SEARCH
Right to Strike as Important as Freedom to Form a Union
![]() |
|
The National Labor Relations Act was passed to make it easier for workers to form unions and to ensure their right to collectively bargain for a better life and strike if need be. But today, rather than protecting the rights of workers, Julius Getman says:
Our labor laws constitute a massive impediment to the basic rights to organize, bargain collectively and strike.
Getman, professor of law at the University of Texas and pre-eminent scholar in the field of labor law, writes in a new Point of View column at the AFL-CIO website that the union election process overseen by the National Labor Relations Board (NLRB) has been transformed by judicial decisions that make it easy for management to fight unions.
Calling the election process “absurdly one-sided,” Getman says employers can almost always violate the law through threats and acts of reprisal with impunity.
The process has become so one-sided that the AFL-CIO last week took the unusual step of filing a complaint with the International Labor Organization (ILO) charging the Bush administration’s NLRB with denying workers’ rights in violation of international labor standards.
Getman praises working people’s effort to level the playing field through the Employee Free Choice Act, saying unions also should make restoring the right to strike a priority. Congress, along with the NLRB and the courts, consistently have weakened the right to strike until many strikes are now illegal. Even when they are supposedly protected by law, the striking workers run the risk of being permanently replaced.
Getman says restoring the right to strike:
can be achieved easily through a law requiring that strikers are entitled to their jobs at the conclusion of a strike. Attempts to hire permanent replacements should be illegal.
Under current law, he says, the right to strike is so weak that provoking a strike is often a management tactic in collective bargaining. If an employer can, by demanding unreasonable concessions, force a union to strike, the employer can permanently replace the strikers. When union members are afraid to strike, the collective bargaining process is inevitably undermined, Getman says.
For equality of bargaining power to exist, management must fear the strike and structure its bargaining positions so as to avoid it.
Fear of a strike also can prevent workers seeking to join a union from doing so, Getman adds. In most anti-union campaigns, employers tell employees if they vote to form a union, they may be forced to strike, and if they strike, they may be permanently replaced.
He says:
It is easy to understand why fear of being replaced permanently would motivate a worker to either refuse to sign up or to vote against representation.
To read Getman’s full column, click here.
| Become a Fan on Facebook | Follow Us on Twitter | Subscribe to YouTube | Subscribe to Blog RSS | ||||||||
5 Comments
Sorry, the comment form is closed at this time.











Yes indeed! No union has any bargaining power without the REAL right to strike! That is why I firmly believe that the right to strike should be extended to ALL public workers as well!
Public workers should not be regarded as second hand citizens! If the right to strike is good for the private sector than it is more than good for the public sector!
I agree.
STAND UP, FIGHT BACK
I’d go a few steps further. As I understand, in France, the entire population will go on strike to effect change on legislative proposals, under debate and/or consideration, prior to a vote and even after a vote, should it go the wrong way for the workers.
Could you imagine the effect that a national strike would have upon the legislative policies of the United States?
And I would add one more thing to protect strikers, that it should be illegal for companies to hire temporary ‘replacement’ workers for the strikers. A strike is a strike, and if workers are unfairly treated, then everyone will be at a disadvantage, and that is how it should be in order for the strike to be effective. And no one should lose their job for striking, whether in a union or not.
Bravo all. A slight correction regarding France, they have turf wars too-the streets may fill with educators and thir supporters, but the transit workers will keep the metro running. They do a much better job of disruption for each strike, but despite the throngs in the street it is seldom a general strike.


Search term "plus": copy each line of the data containing it.

(Dataset rows for apps and sites)
::::
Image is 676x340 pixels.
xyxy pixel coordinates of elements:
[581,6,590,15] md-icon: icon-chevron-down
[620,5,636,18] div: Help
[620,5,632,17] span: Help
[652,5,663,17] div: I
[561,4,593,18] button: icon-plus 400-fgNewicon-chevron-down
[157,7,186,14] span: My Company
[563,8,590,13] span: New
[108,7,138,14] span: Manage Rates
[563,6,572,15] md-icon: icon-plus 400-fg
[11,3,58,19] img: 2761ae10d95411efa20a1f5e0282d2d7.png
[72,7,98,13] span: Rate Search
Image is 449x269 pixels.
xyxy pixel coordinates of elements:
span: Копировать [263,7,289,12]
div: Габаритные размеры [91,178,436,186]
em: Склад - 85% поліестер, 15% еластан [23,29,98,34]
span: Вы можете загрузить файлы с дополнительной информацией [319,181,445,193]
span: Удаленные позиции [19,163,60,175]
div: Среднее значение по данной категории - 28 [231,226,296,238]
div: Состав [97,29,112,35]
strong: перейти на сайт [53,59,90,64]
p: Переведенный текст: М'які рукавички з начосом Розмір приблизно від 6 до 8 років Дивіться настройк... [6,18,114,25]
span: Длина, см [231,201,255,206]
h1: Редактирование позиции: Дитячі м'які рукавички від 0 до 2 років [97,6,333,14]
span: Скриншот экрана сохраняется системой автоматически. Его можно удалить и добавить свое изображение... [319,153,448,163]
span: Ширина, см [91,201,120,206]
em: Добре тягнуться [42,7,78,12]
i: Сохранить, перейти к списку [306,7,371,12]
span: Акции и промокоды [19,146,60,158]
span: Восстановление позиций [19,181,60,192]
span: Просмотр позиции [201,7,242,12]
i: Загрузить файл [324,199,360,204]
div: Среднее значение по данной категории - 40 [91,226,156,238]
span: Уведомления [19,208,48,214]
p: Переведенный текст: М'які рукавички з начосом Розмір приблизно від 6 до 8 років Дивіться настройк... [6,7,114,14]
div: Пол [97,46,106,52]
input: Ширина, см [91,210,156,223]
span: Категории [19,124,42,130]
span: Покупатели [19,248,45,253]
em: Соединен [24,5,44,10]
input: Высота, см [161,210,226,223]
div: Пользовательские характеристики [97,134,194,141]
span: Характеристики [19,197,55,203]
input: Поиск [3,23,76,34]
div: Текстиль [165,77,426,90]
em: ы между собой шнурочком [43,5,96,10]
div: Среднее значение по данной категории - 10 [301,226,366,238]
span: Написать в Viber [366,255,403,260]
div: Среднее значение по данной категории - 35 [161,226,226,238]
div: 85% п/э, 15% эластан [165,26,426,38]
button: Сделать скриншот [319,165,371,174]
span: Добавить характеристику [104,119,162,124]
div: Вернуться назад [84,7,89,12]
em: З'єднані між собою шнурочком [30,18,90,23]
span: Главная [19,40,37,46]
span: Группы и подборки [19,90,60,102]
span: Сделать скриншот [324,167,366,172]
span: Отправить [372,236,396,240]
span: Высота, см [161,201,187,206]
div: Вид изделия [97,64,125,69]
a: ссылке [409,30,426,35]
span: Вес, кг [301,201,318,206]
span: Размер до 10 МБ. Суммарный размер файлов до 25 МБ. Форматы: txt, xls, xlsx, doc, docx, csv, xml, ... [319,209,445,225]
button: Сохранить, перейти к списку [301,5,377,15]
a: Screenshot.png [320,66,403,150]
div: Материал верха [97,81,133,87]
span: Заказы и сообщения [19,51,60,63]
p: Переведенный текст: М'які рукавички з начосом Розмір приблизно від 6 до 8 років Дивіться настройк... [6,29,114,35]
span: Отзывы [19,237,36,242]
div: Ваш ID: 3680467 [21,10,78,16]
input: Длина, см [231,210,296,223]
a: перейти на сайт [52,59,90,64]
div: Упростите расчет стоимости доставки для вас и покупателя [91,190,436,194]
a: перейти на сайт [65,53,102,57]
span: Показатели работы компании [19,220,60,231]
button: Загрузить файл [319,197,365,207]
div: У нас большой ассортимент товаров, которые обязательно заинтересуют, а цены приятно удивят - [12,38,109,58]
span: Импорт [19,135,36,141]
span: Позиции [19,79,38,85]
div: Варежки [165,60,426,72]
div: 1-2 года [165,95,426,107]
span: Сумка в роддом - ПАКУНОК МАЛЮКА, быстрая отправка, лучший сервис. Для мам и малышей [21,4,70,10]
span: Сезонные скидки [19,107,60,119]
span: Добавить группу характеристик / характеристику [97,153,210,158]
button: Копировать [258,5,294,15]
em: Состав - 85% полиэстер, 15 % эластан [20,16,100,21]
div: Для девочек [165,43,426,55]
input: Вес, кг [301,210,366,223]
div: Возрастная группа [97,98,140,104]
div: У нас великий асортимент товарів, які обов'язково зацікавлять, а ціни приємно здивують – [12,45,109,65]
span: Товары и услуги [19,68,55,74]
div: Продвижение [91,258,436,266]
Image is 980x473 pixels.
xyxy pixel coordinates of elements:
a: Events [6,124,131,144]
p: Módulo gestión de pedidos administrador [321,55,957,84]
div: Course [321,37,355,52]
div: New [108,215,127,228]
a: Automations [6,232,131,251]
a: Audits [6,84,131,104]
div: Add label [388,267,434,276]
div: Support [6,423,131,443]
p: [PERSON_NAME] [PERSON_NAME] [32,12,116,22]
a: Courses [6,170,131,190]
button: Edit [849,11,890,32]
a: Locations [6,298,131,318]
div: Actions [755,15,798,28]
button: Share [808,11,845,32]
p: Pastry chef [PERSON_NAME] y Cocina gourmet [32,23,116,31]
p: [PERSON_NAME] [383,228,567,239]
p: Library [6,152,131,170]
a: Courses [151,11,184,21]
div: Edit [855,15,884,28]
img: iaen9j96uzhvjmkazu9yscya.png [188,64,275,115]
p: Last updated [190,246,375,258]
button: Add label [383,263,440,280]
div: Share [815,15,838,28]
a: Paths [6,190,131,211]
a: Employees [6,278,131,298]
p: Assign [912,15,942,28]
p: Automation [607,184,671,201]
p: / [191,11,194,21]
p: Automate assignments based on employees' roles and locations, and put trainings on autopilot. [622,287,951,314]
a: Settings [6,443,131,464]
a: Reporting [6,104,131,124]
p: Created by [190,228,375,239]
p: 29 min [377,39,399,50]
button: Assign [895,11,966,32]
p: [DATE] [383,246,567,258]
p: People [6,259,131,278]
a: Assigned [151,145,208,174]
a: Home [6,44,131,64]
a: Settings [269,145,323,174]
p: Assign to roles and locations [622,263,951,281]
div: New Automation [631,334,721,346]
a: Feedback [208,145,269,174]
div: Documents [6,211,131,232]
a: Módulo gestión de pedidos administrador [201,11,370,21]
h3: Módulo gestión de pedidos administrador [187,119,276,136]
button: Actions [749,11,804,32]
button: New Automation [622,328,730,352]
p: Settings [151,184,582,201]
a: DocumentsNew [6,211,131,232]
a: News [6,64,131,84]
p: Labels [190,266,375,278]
::::
**Written solution:**
[561,4,593,18] button: icon-plus 400-fgNewicon-chevron-down
[563,6,572,15] md-icon: icon-plus 400-fg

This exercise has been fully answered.